Most times our suffering, though, doesn’t lead to life. It’s merely a part of the cycle. In this life you will have suffering, Jesus says, and my uterus contracts.Â
There’s a lot of meaningless suffering built into living—a lot of empty agony. I think about the mama in Gaza who was on IVF for 13 years to conceive her twins, only for Israeli bombs to murder them in an airstrike. To say her suffering is for some purpose—No. The shedding of their blood can only be one thing: sin.
There’s so much suffering that goes into reproducing, or not. All these painful, pointless periods. Cramps, diarrhea, emotional tumult, acne, and exhaustion—for what, exactly? I’m not trying to get pregnant. Only a very small fraction of the eggs I was born with will ever even have the potential of being fertilized. 24 years, 288 cycles, and I’ve never conceived. That’s a lot of spilled milk.Â
But my menses is not bad. It’s what I do on my own. It’s my body’s best. It’s glory. And after all the unseen labor of preparing life, it’s tired. For the last 24 years, I’ve been trying to carry on with all the tasks and responsibilities during my period despite having it. What if I listened to my body and its suffering, and decided to rest?

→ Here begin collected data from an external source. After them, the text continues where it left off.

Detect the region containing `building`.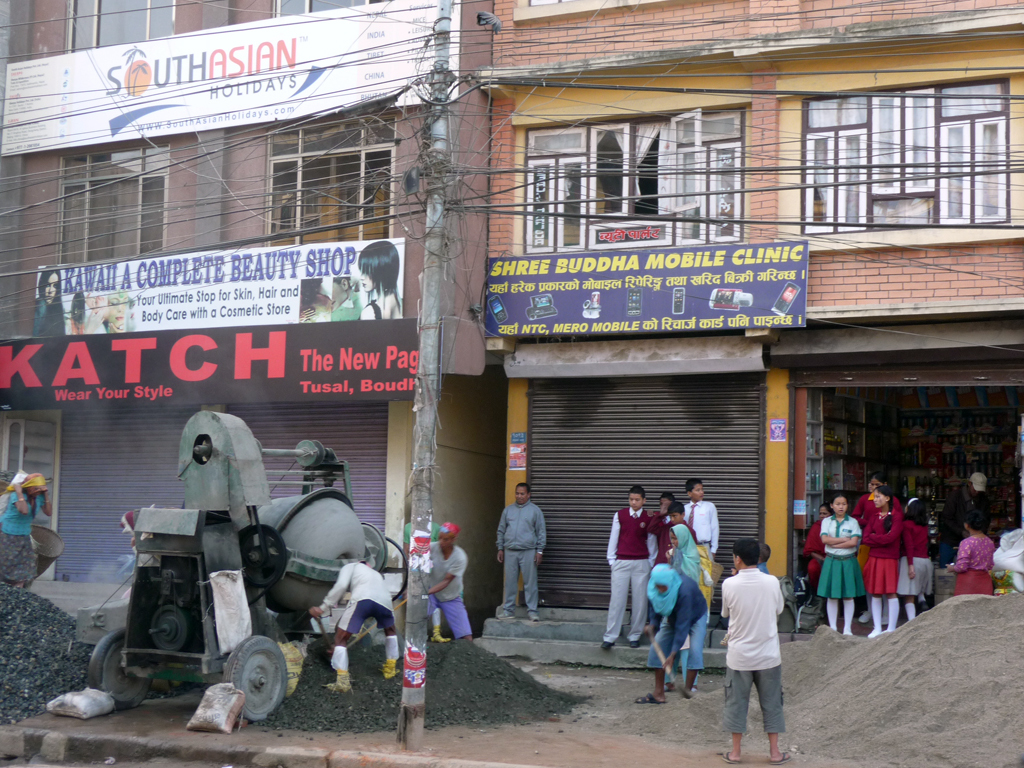
<box>0,0,502,644</box>.
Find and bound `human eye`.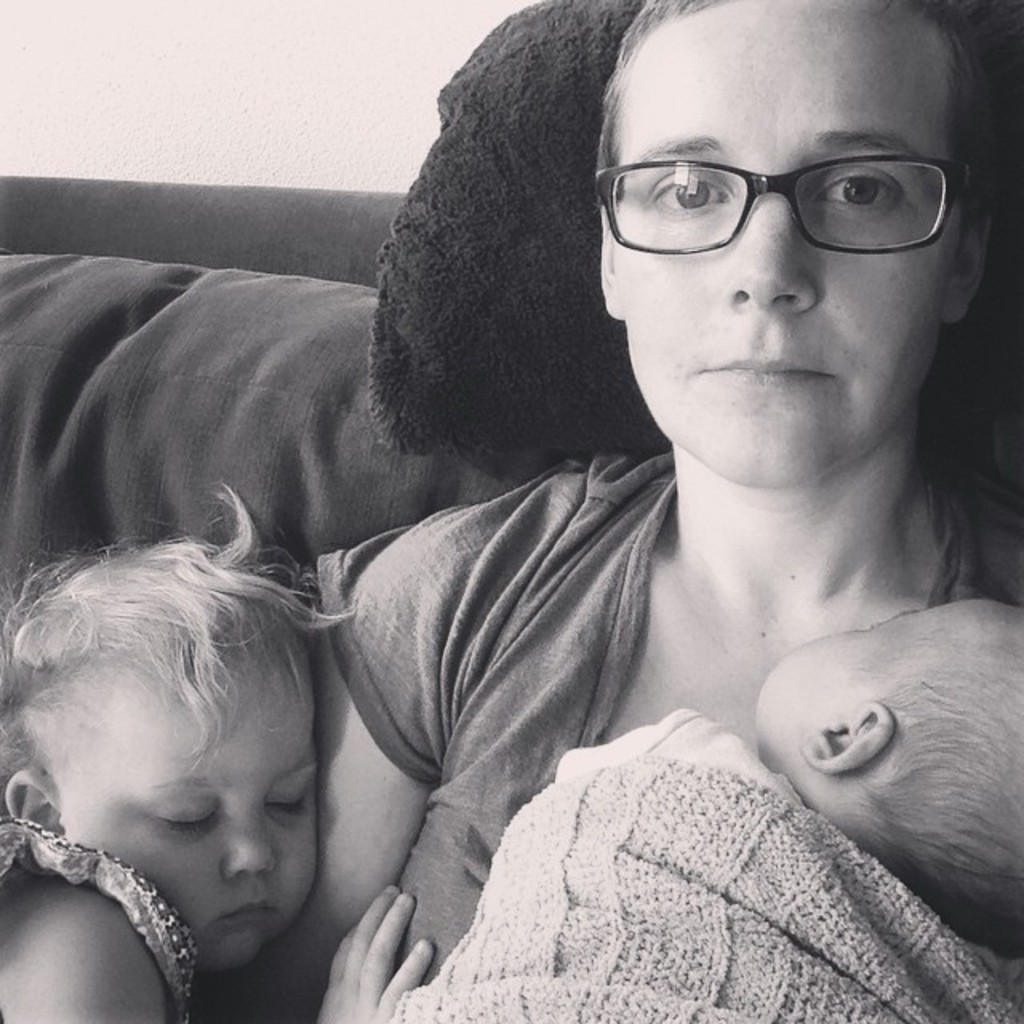
Bound: 803 168 904 214.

On the cross, I think that’s what Jesus did. He didn’t linger. He bore his labor. He let the blood flow. He didn’t despise it. He didn’t cling to it either. That afforded him a pretty short death and a longer rest before resurrecting.Â
That’s a cue for me physically and spiritually. There will be plenty more menstrual moments. Let them flow, but don’t wallow in them. They’re a part of the cycle, just as Good Friday preceded Resurrection Sunday. When I look and see the blood, it is the testimony that life was happening all along, and against these odds, one day life will happen again, this time for good.
This isn’t about my life’s fulfillment being in a man or a child—these are just physical symbols. But if I let life pass through me, let life reside in me with great and continuing consent, as Jesus allowed the Father, there will be new life.
When my period ends, I wash away the old, the life that didn’t happen. I ready myself for the invisible labor of physical and spiritual hope to begin again. This does not mean an end to pain, since the pain and inconvenience of a child is greater than that of a period. It means the swallowing up of the uselessness of pain in something greater. 288 eggs in exchange for one swaddled life. All the agony, all that precious blood alchemized, fleshed, breathing.